--- START ---

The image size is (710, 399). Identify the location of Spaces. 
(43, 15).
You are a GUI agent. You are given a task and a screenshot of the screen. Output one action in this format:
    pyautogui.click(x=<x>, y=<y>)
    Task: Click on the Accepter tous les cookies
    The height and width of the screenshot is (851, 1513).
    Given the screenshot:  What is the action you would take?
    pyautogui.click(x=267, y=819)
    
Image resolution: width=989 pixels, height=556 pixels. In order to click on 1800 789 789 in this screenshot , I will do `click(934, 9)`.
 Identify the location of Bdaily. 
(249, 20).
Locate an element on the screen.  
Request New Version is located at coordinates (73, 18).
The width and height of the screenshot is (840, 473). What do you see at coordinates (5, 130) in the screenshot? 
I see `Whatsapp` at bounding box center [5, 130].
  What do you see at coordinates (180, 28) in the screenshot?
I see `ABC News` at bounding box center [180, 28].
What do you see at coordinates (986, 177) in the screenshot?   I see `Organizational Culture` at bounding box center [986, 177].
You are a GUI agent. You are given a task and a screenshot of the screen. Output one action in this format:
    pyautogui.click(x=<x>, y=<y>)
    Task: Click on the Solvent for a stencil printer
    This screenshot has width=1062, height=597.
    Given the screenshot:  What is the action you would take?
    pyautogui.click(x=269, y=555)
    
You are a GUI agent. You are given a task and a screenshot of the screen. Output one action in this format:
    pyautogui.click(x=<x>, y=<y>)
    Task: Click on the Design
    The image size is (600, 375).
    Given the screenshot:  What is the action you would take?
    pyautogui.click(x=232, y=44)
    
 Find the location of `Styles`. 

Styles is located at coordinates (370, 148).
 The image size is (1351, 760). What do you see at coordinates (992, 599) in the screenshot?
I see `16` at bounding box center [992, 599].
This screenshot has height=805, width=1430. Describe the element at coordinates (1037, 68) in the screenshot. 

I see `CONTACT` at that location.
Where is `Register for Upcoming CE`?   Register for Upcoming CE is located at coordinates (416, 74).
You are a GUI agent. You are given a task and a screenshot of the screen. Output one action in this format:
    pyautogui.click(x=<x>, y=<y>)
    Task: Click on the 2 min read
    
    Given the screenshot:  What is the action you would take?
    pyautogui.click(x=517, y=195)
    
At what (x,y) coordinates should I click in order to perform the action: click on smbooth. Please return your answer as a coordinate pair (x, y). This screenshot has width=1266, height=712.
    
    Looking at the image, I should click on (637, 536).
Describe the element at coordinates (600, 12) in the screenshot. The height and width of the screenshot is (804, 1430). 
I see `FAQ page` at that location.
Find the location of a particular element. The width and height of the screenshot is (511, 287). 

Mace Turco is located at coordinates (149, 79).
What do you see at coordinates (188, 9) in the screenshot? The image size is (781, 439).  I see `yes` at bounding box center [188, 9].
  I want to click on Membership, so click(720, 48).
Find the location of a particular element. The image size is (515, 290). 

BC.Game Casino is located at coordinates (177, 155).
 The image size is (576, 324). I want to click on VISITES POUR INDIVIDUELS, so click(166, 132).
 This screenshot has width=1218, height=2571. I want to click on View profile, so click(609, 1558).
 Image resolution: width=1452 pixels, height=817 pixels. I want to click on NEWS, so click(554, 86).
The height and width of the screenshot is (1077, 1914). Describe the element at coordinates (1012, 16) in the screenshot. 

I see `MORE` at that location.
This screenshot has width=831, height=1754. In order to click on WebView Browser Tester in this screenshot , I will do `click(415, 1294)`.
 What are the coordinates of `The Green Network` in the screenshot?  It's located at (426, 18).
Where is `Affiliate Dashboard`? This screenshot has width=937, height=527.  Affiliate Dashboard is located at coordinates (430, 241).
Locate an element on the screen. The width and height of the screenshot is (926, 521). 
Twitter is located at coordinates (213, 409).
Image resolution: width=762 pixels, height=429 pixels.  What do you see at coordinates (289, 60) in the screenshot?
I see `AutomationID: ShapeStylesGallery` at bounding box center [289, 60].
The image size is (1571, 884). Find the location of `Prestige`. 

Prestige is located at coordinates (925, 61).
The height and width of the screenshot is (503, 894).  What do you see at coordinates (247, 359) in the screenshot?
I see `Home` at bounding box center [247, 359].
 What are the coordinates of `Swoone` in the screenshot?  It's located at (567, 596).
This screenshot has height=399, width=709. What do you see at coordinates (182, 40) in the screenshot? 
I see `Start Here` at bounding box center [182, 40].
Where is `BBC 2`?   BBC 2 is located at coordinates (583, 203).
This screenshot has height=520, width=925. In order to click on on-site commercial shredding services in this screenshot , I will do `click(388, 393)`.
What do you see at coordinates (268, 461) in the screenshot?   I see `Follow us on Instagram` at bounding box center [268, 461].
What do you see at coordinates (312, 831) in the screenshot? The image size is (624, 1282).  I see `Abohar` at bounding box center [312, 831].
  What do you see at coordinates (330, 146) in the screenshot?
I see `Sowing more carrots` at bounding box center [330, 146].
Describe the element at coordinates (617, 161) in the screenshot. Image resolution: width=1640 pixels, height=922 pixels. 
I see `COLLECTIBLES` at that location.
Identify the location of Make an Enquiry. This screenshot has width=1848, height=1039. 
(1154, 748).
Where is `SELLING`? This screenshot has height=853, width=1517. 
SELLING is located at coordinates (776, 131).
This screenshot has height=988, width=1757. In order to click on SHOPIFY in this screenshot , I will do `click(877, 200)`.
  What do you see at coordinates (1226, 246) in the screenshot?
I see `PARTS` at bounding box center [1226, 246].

--- END ---

Task directions: Give back the entire listing, line for line, exactly as it stands.

Output for this exercise:
The image size is (710, 399). Identify the location of Spaces. 
(43, 15).
You are a GUI agent. You are given a task and a screenshot of the screen. Output one action in this format:
    pyautogui.click(x=<x>, y=<y>)
    Task: Click on the Accepter tous les cookies
    The height and width of the screenshot is (851, 1513).
    Given the screenshot:  What is the action you would take?
    pyautogui.click(x=267, y=819)
    
Image resolution: width=989 pixels, height=556 pixels. In order to click on 1800 789 789 in this screenshot , I will do `click(934, 9)`.
 Identify the location of Bdaily. 
(249, 20).
Locate an element on the screen.  
Request New Version is located at coordinates (73, 18).
The width and height of the screenshot is (840, 473). What do you see at coordinates (5, 130) in the screenshot? 
I see `Whatsapp` at bounding box center [5, 130].
  What do you see at coordinates (180, 28) in the screenshot?
I see `ABC News` at bounding box center [180, 28].
What do you see at coordinates (986, 177) in the screenshot?   I see `Organizational Culture` at bounding box center [986, 177].
You are a GUI agent. You are given a task and a screenshot of the screen. Output one action in this format:
    pyautogui.click(x=<x>, y=<y>)
    Task: Click on the Solvent for a stencil printer
    This screenshot has width=1062, height=597.
    Given the screenshot:  What is the action you would take?
    pyautogui.click(x=269, y=555)
    
You are a GUI agent. You are given a task and a screenshot of the screen. Output one action in this format:
    pyautogui.click(x=<x>, y=<y>)
    Task: Click on the Design
    The image size is (600, 375).
    Given the screenshot:  What is the action you would take?
    pyautogui.click(x=232, y=44)
    
 Find the location of `Styles`. 

Styles is located at coordinates (370, 148).
 The image size is (1351, 760). What do you see at coordinates (992, 599) in the screenshot?
I see `16` at bounding box center [992, 599].
This screenshot has height=805, width=1430. Describe the element at coordinates (1037, 68) in the screenshot. 

I see `CONTACT` at that location.
Where is `Register for Upcoming CE`?   Register for Upcoming CE is located at coordinates (416, 74).
You are a GUI agent. You are given a task and a screenshot of the screen. Output one action in this format:
    pyautogui.click(x=<x>, y=<y>)
    Task: Click on the 2 min read
    
    Given the screenshot:  What is the action you would take?
    pyautogui.click(x=517, y=195)
    
At what (x,y) coordinates should I click in order to perform the action: click on smbooth. Please return your answer as a coordinate pair (x, y). This screenshot has width=1266, height=712.
    
    Looking at the image, I should click on (637, 536).
Describe the element at coordinates (600, 12) in the screenshot. The height and width of the screenshot is (804, 1430). 
I see `FAQ page` at that location.
Find the location of a particular element. The width and height of the screenshot is (511, 287). 

Mace Turco is located at coordinates (149, 79).
What do you see at coordinates (188, 9) in the screenshot? The image size is (781, 439).  I see `yes` at bounding box center [188, 9].
  I want to click on Membership, so click(720, 48).
Find the location of a particular element. The image size is (515, 290). 

BC.Game Casino is located at coordinates (177, 155).
 The image size is (576, 324). I want to click on VISITES POUR INDIVIDUELS, so click(166, 132).
 This screenshot has width=1218, height=2571. I want to click on View profile, so click(609, 1558).
 Image resolution: width=1452 pixels, height=817 pixels. I want to click on NEWS, so click(554, 86).
The height and width of the screenshot is (1077, 1914). Describe the element at coordinates (1012, 16) in the screenshot. 

I see `MORE` at that location.
This screenshot has width=831, height=1754. In order to click on WebView Browser Tester in this screenshot , I will do `click(415, 1294)`.
 What are the coordinates of `The Green Network` in the screenshot?  It's located at (426, 18).
Where is `Affiliate Dashboard`? This screenshot has width=937, height=527.  Affiliate Dashboard is located at coordinates (430, 241).
Locate an element on the screen. The width and height of the screenshot is (926, 521). 
Twitter is located at coordinates (213, 409).
Image resolution: width=762 pixels, height=429 pixels.  What do you see at coordinates (289, 60) in the screenshot?
I see `AutomationID: ShapeStylesGallery` at bounding box center [289, 60].
The image size is (1571, 884). Find the location of `Prestige`. 

Prestige is located at coordinates (925, 61).
The height and width of the screenshot is (503, 894).  What do you see at coordinates (247, 359) in the screenshot?
I see `Home` at bounding box center [247, 359].
 What are the coordinates of `Swoone` in the screenshot?  It's located at (567, 596).
This screenshot has height=399, width=709. What do you see at coordinates (182, 40) in the screenshot? 
I see `Start Here` at bounding box center [182, 40].
Where is `BBC 2`?   BBC 2 is located at coordinates (583, 203).
This screenshot has height=520, width=925. In order to click on on-site commercial shredding services in this screenshot , I will do `click(388, 393)`.
What do you see at coordinates (268, 461) in the screenshot?   I see `Follow us on Instagram` at bounding box center [268, 461].
What do you see at coordinates (312, 831) in the screenshot? The image size is (624, 1282).  I see `Abohar` at bounding box center [312, 831].
  What do you see at coordinates (330, 146) in the screenshot?
I see `Sowing more carrots` at bounding box center [330, 146].
Describe the element at coordinates (617, 161) in the screenshot. Image resolution: width=1640 pixels, height=922 pixels. 
I see `COLLECTIBLES` at that location.
Identify the location of Make an Enquiry. This screenshot has width=1848, height=1039. 
(1154, 748).
Where is `SELLING`? This screenshot has height=853, width=1517. 
SELLING is located at coordinates (776, 131).
This screenshot has height=988, width=1757. In order to click on SHOPIFY in this screenshot , I will do `click(877, 200)`.
  What do you see at coordinates (1226, 246) in the screenshot?
I see `PARTS` at bounding box center [1226, 246].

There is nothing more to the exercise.